Schepp himself wrote:My greatest fear is that my shooty platform is not powerful enough to overcome a real shooty army and then my counterstrike units have to take out some squishy shooty units of the enemy.
I have no experience with this and am struggling how much points I have to dedicate to this part of the army. I'm thinking mainly of lootas, devestators, tau suits or similar units.
In any game, you have to decide on the field which enemy units pose the most threat to you winning and you have to deal with them. Now the two important things here are "you winning" which is not the same as having your units survive and "deal with them" which is not the same as killing them. If you can move your army in such a way that lootas or devistators can't draw line of sight to anything in range and they have to spend several turns moving to get into a position to fire, you have delt with them. As for winning, in a 2 objective game, you can have a lone trooper model on your objective and his transport on the enemy objective with the rest of your army totally destroyed and not a single enemy unit dead and win so long as there isn't anyone contesting your objective. These are really the things you have to think about more than "can I kill my opponent's army". So to this end, what does a combined arms approach provide you in terms of winning. Well in objective missions it means that you have half an army to sit back and defend rear objectives while the other half can move forward to capture / contest forward objectives. In kill point missions, it means that you have a lot of options with which to go about killing your opponent and keeping your own units alive.
So, the good the bad and the ugly. Against armies that sit back and shoot, you will do decently. Your shooty units should be able to trade shots with them to reasonable affect while your fast units zoom up on them. At this point your opponent can either try to cripple your fire base or down the assault units bearing down on him. Either way, you still have very dangerous units pointing at him. Just make sure that in the first couple of rounds, you focus your fire on the elements of his army that pose the most threat to your skimmers. As long as they are alive and dangerous, he can't really ignore them.
Against armies that all charge you, you are in a very good position. All assault armies have to get to you before they can do much. This puts you in a doubly good position. First off, you can pepper them with shots on the way in and really blunt their force. Second, with eldar mobility, you can set things up to fight on your terms. Move backwards as necessary and set things up so that your close range units are the ones that get to open fire first (as opposed to the enemy units) or charge first, depending on what you're fielding. The trick here is that you have to be patient and let them come to you, don't meet them half way. The more time you get to whittle their forces down, the more likely you are to win. The other option here is that if their whole army is comming across the board, you can zoom over their heads in a skimmer and go harass their back field. If there is anything back there, it's going to be weak to hand to hand units. If there isn't anything back there, you can capture objectives unharassed.
Against mixed armies like your own, you are on even footing. In this case you can play the dancing game of trying to dodge around eachother and sacrifice pawns to bring valuable enemy units out into the open. It is in fights like these that you really have to think though what you are doing and how best to use your troops.
The place where you will find yourself struggling is against gimic armies. Nob biker armies, green tide, land raider spam and 3 monolith armies will all give you trouble due to their overload on one aspect or another. The combined arms eldar army tends to be a good generalist army and doesn't do so well with armies that require lots of one type of specialist to deal with.
All in all though, I would invest a bit more in your forward units than your rear units. The rear units provide fire support for the ones in front and deal with any outflankers or deep strikers that show up, but do not need the force of numbers investment that really pays off on the front lines. I would say a 60%-40% split should serve you well.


Among the entries below, how many lines contain the string "ffffff"? Reply with that number alone.

#####

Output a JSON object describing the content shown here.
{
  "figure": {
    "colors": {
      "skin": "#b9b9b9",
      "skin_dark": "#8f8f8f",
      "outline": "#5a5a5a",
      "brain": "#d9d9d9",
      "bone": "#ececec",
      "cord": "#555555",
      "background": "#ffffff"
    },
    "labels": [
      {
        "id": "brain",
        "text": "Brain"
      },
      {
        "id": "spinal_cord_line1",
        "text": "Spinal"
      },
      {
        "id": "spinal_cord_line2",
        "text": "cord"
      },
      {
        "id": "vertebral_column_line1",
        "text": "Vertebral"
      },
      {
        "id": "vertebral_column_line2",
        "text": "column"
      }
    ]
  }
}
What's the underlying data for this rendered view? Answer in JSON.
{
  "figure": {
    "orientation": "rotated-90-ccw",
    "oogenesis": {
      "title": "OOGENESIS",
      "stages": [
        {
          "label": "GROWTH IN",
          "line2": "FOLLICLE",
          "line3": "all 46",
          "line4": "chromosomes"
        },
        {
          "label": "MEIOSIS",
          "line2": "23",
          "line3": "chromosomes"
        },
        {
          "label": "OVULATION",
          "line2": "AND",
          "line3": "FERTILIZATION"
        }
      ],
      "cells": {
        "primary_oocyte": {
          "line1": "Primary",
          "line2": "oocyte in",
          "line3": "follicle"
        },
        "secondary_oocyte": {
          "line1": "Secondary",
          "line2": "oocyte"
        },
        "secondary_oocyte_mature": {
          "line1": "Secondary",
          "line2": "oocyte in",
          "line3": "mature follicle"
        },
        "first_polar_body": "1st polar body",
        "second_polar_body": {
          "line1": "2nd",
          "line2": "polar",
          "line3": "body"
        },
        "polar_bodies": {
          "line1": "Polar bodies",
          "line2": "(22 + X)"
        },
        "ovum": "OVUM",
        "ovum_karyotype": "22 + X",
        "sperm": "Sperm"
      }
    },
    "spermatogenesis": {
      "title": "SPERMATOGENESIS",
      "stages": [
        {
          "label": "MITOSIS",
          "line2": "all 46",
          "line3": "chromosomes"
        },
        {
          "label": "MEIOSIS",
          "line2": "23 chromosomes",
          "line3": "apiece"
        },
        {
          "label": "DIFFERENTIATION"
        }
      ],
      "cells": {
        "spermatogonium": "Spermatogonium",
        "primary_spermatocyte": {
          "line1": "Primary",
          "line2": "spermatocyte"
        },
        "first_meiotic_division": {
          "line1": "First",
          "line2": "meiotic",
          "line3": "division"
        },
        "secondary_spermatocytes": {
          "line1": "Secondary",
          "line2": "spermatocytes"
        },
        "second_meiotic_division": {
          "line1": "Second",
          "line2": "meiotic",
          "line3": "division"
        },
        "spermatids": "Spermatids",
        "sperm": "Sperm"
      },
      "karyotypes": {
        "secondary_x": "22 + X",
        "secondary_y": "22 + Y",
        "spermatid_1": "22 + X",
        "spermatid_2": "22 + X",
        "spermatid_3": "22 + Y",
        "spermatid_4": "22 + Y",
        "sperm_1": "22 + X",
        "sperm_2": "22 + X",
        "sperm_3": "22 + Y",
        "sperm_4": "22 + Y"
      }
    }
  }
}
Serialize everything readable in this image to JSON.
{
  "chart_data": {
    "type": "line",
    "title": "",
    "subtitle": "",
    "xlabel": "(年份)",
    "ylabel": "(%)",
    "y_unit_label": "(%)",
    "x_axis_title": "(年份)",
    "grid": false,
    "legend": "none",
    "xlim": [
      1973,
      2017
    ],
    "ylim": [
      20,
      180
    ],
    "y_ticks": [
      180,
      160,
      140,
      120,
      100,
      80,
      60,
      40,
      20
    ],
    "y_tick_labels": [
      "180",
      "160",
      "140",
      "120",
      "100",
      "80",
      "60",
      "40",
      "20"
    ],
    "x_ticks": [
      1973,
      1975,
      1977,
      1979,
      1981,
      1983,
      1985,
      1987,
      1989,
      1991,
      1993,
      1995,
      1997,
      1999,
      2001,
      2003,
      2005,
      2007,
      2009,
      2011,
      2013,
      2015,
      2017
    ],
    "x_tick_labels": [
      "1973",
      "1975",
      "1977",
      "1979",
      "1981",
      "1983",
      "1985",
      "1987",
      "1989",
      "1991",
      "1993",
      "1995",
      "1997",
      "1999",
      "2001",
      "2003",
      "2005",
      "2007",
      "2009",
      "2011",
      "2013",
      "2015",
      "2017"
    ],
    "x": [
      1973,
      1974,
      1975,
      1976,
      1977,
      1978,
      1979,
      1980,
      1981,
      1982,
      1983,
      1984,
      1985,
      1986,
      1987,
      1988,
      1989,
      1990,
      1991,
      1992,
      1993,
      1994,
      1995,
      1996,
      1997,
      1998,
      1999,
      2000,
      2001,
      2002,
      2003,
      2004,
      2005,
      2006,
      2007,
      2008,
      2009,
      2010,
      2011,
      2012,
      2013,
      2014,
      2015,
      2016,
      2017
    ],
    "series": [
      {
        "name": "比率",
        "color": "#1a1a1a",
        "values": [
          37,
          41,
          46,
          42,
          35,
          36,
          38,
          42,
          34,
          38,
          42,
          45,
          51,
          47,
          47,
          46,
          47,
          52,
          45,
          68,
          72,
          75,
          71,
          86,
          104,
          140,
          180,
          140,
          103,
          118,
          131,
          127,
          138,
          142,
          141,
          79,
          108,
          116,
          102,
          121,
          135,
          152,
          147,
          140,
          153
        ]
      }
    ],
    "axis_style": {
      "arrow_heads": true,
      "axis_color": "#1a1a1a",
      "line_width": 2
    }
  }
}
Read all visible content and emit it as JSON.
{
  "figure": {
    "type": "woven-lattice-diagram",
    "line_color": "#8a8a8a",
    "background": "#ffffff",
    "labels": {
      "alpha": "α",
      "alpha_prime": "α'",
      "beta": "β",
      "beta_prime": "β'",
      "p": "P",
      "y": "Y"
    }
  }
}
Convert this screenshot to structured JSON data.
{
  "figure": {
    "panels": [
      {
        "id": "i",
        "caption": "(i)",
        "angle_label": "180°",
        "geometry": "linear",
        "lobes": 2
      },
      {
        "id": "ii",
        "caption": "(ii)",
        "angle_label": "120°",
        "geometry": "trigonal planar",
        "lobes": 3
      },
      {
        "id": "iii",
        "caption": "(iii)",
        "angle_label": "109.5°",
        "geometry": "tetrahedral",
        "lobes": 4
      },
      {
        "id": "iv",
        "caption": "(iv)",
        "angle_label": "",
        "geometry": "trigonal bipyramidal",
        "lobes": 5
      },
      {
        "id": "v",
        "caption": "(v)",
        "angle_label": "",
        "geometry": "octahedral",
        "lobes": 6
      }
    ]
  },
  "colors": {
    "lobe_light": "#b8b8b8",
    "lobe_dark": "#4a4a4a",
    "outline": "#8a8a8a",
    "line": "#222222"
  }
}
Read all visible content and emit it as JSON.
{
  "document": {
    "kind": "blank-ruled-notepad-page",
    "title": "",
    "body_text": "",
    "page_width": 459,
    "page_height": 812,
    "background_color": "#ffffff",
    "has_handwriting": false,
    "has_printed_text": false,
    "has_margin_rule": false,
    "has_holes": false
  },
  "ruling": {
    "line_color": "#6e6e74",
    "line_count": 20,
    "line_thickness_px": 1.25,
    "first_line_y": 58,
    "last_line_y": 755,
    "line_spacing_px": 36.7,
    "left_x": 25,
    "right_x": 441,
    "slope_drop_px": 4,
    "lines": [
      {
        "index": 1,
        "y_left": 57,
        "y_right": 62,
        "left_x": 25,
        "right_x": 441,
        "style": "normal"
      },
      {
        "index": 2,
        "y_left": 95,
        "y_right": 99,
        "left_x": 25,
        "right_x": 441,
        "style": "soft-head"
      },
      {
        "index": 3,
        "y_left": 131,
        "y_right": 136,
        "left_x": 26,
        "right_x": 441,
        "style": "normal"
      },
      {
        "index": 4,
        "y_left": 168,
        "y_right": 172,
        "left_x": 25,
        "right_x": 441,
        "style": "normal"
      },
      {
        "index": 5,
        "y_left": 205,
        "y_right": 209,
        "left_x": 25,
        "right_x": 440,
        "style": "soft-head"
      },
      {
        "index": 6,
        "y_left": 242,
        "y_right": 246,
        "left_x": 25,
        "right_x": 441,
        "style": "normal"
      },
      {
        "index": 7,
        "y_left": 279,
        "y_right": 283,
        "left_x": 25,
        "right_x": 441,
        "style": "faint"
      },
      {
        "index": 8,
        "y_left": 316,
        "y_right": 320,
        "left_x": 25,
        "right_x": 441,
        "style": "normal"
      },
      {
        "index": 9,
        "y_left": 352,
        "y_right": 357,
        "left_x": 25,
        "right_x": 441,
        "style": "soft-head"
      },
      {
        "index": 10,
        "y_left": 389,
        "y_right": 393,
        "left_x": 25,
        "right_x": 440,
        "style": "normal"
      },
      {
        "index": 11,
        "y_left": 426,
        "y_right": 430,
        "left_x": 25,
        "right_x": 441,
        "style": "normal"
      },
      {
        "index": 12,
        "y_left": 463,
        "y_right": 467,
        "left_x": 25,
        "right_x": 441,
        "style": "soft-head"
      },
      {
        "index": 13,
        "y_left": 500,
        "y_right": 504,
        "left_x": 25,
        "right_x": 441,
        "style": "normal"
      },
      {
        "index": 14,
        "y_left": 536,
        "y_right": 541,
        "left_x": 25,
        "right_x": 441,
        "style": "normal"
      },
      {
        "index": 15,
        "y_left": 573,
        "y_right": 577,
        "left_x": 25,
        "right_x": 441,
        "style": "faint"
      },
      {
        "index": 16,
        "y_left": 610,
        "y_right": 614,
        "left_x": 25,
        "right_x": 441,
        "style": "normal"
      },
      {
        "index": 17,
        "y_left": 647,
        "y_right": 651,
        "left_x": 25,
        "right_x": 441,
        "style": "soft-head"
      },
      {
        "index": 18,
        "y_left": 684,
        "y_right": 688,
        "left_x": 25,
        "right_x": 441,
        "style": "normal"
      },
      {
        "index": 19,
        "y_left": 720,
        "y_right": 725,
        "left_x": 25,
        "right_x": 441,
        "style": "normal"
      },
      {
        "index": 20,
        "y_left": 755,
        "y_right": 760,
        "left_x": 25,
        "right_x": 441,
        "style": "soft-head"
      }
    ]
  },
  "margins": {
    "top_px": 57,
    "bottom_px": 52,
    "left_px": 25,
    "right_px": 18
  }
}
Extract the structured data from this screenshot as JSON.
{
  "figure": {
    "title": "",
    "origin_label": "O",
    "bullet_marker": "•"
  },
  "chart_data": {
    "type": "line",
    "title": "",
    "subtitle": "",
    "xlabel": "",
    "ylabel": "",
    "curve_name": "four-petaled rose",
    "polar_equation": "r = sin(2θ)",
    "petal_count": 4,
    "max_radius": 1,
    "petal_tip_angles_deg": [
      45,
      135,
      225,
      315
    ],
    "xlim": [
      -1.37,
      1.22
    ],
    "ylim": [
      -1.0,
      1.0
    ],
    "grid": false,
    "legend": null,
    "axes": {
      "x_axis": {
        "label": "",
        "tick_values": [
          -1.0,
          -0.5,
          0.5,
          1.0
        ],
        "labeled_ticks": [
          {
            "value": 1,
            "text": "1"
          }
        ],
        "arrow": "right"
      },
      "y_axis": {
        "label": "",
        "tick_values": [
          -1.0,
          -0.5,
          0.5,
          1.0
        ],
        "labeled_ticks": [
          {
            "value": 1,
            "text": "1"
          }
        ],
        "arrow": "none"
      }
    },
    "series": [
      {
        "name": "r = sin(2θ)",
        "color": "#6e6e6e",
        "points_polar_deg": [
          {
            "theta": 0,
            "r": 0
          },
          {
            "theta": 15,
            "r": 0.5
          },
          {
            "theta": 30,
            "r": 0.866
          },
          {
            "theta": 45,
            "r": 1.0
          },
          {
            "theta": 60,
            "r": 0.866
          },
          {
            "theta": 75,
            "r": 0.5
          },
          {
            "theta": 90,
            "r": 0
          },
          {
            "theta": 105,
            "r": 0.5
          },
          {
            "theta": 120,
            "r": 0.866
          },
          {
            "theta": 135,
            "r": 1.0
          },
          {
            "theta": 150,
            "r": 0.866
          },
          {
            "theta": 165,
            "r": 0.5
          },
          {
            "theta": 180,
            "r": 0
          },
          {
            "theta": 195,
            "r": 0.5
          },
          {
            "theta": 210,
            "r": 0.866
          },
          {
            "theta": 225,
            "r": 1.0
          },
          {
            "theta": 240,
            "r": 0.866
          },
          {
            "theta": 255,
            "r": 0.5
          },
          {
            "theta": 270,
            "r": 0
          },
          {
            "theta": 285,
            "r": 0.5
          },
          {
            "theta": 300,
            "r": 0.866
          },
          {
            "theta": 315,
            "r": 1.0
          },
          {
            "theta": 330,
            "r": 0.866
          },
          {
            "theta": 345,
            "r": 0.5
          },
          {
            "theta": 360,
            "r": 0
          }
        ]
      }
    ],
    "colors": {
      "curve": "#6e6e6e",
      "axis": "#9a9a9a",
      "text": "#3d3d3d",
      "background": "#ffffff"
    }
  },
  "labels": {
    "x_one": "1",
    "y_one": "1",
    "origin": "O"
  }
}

#####

:: EXERCISE SOLUTION ::
4